One of those genes is Shh, commonly referred to as Sonic Hedgehog, pictured over there to the left. Shh, in mammals, encodes a signaling molecule that plays a central role in developmental patterning, especially of the nervous system and the skeletal system. It's highly conserved and mutations in the gene result in serious maladies such as holoprosencephaly type 3. I'm familiar with Sonic Hedgehog due to its being implicated in causing tumors and thus of interest to cancer investigators.
Getting back to the article in Nature, it demonstrates how Shh is conserved functionally between chondrichthylans and tetrapods / ray finned fish.
From that one can infer how Shh conservation across distantly related species illustrates evolutionary trends regarding vertebrates in general. The Wikipedia article I linked to above states in one section that the absence (non-expression) of Shh has been shown to control the growth of nascent hind limbs in cetaceans (whales and dolphins) but this article demonstrates that conservation of the gene is strong across a much wider span. The Methods section of the paper is quite interesting to someone like me, who's never done any work with ocean based organisms. In a way, the methodology reminds me of doing angiogenesis experiments using eye-based capillary growth. Of course when we do that we don't have to do it under seawater.
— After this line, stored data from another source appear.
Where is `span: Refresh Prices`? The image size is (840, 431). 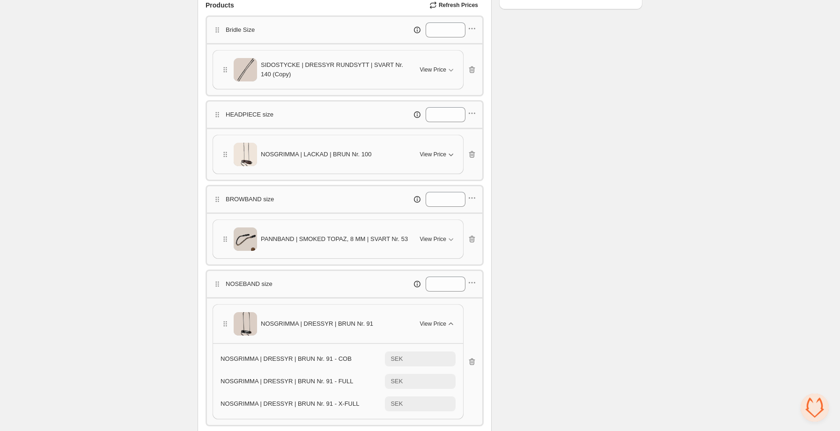
span: Refresh Prices is located at coordinates (459, 5).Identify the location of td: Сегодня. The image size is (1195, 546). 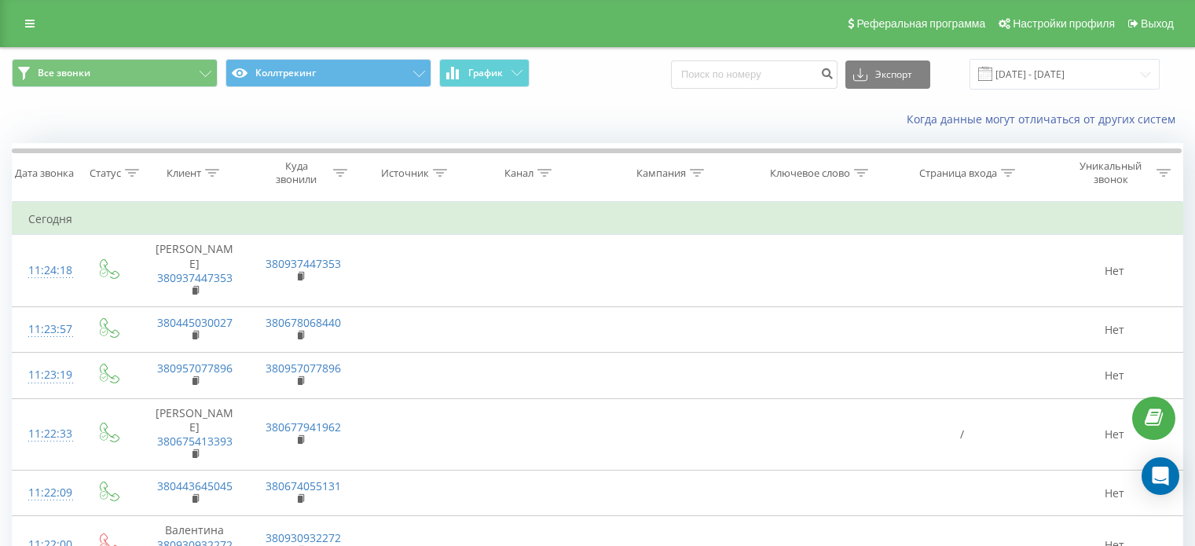
(598, 219).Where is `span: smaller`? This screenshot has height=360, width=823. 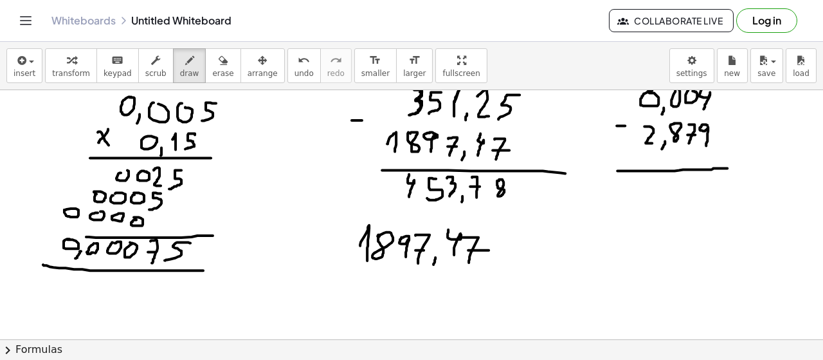
span: smaller is located at coordinates (376, 73).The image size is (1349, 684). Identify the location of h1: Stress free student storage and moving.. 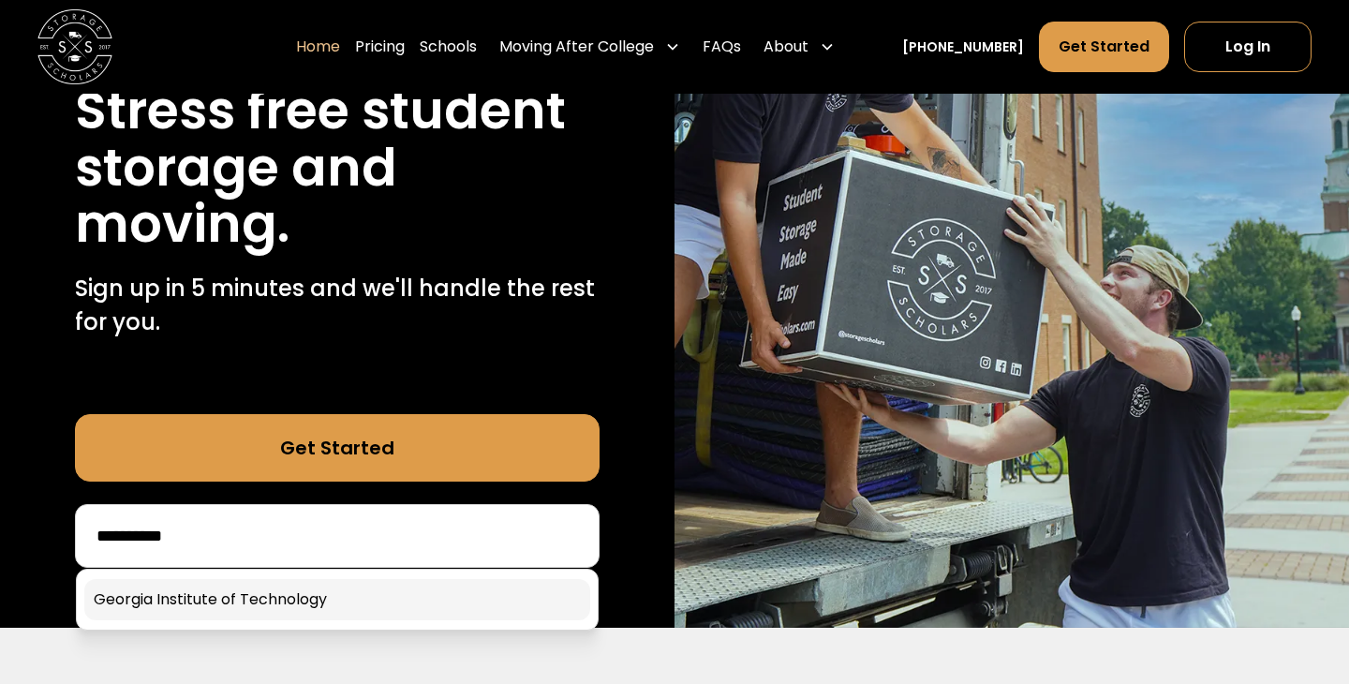
(337, 168).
In case you're wondering why any of that might interest you, this relates to the evolutionary question of how land based animals developed limbs from the morphologically similar fins found on fish. It's easy to see the homology between a human arm, a whales flipper, and the fin of a fish but tracing the change in gene expression is a deeper game since we don't have genetic samples of the transition critters. They're long dead and gone. So we examine gene expression in living animals and work from there.
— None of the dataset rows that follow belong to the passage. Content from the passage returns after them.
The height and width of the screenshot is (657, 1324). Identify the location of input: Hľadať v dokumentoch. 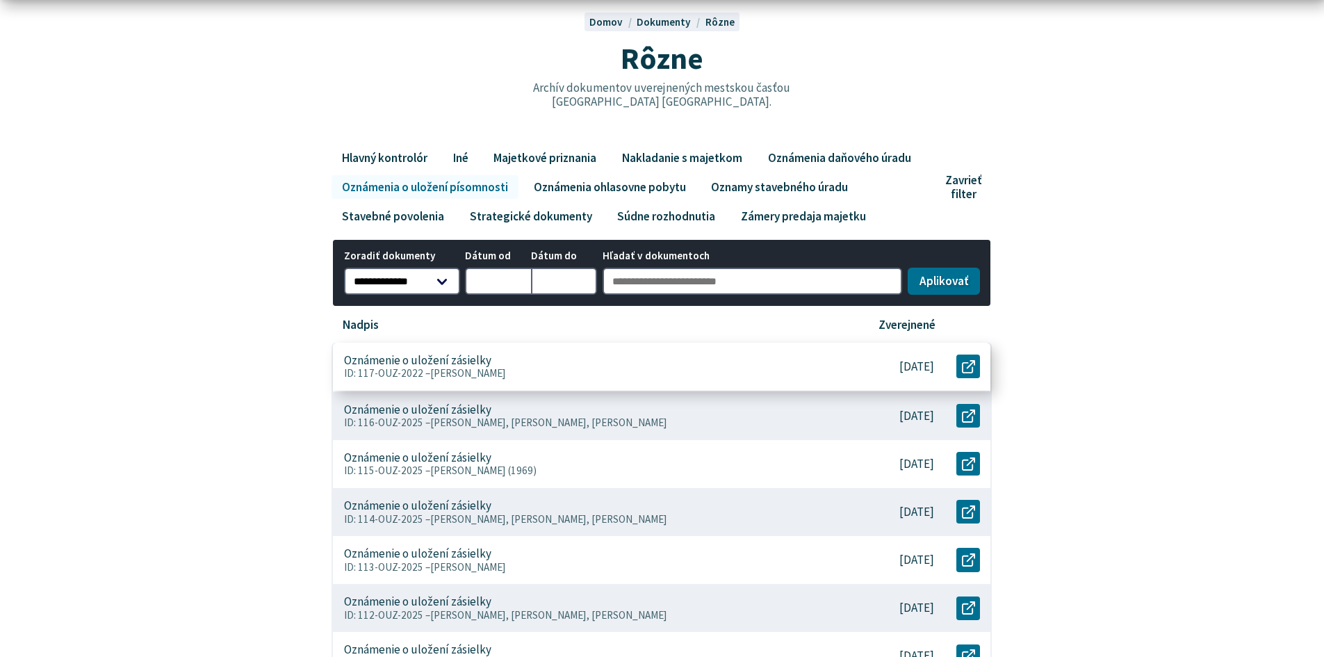
(753, 281).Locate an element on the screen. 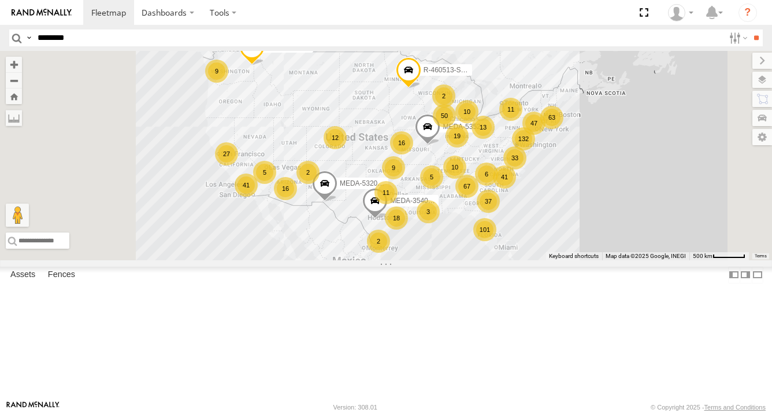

One of those genes is Shh, commonly referred to as Sonic Hedgehog, pictured over there to the left. Shh, in mammals, encodes a signaling molecule that plays a central role in developmental patterning, especially of the nervous system and the skeletal system. It's highly conserved and mutations in the gene result in serious maladies such as holoprosencephaly type 3. I'm familiar with Sonic Hedgehog due to its being implicated in causing tumors and thus of interest to cancer investigators.
Getting back to the article in Nature, it demonstrates how Shh is conserved functionally between chondrichthylans and tetrapods / ray finned fish.
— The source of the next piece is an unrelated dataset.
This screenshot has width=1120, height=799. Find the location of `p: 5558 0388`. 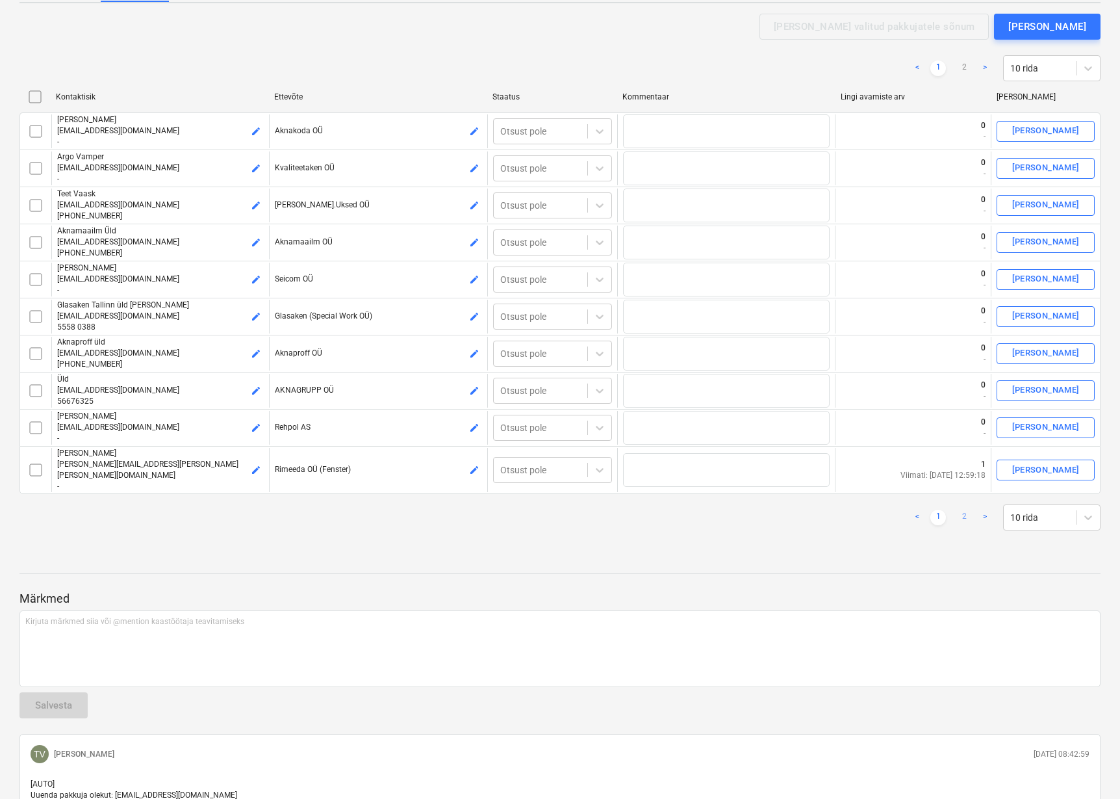

p: 5558 0388 is located at coordinates (161, 327).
From that one can infer how Shh conservation across distantly related species illustrates evolutionary trends regarding vertebrates in general. The Wikipedia article I linked to above states in one section that the absence (non-expression) of Shh has been shown to control the growth of nascent hind limbs in cetaceans (whales and dolphins) but this article demonstrates that conservation of the gene is strong across a much wider span. The Methods section of the paper is quite interesting to someone like me, who's never done any work with ocean based organisms. In a way, the methodology reminds me of doing angiogenesis experiments using eye-based capillary growth. Of course when we do that we don't have to do it under seawater.
In case you're wondering why any of that might interest you, this relates to the evolutionary question of how land based animals developed limbs from the morphologically similar fins found on fish. It's easy to see the homology between a human arm, a whales flipper, and the fin of a fish but tracing the change in gene expression is a deeper game since we don't have genetic samples of the transition critters. They're long dead and gone. So we examine gene expression in living animals and work from there.
Comments
This is just the sort of article that would side track me when I was a student. I would go to the library to research one thing and would find all sorts of other interesting things to read about!
Thanks for once again taking the amazingly complex and making it not only understandable, but fascinating for the rest of us.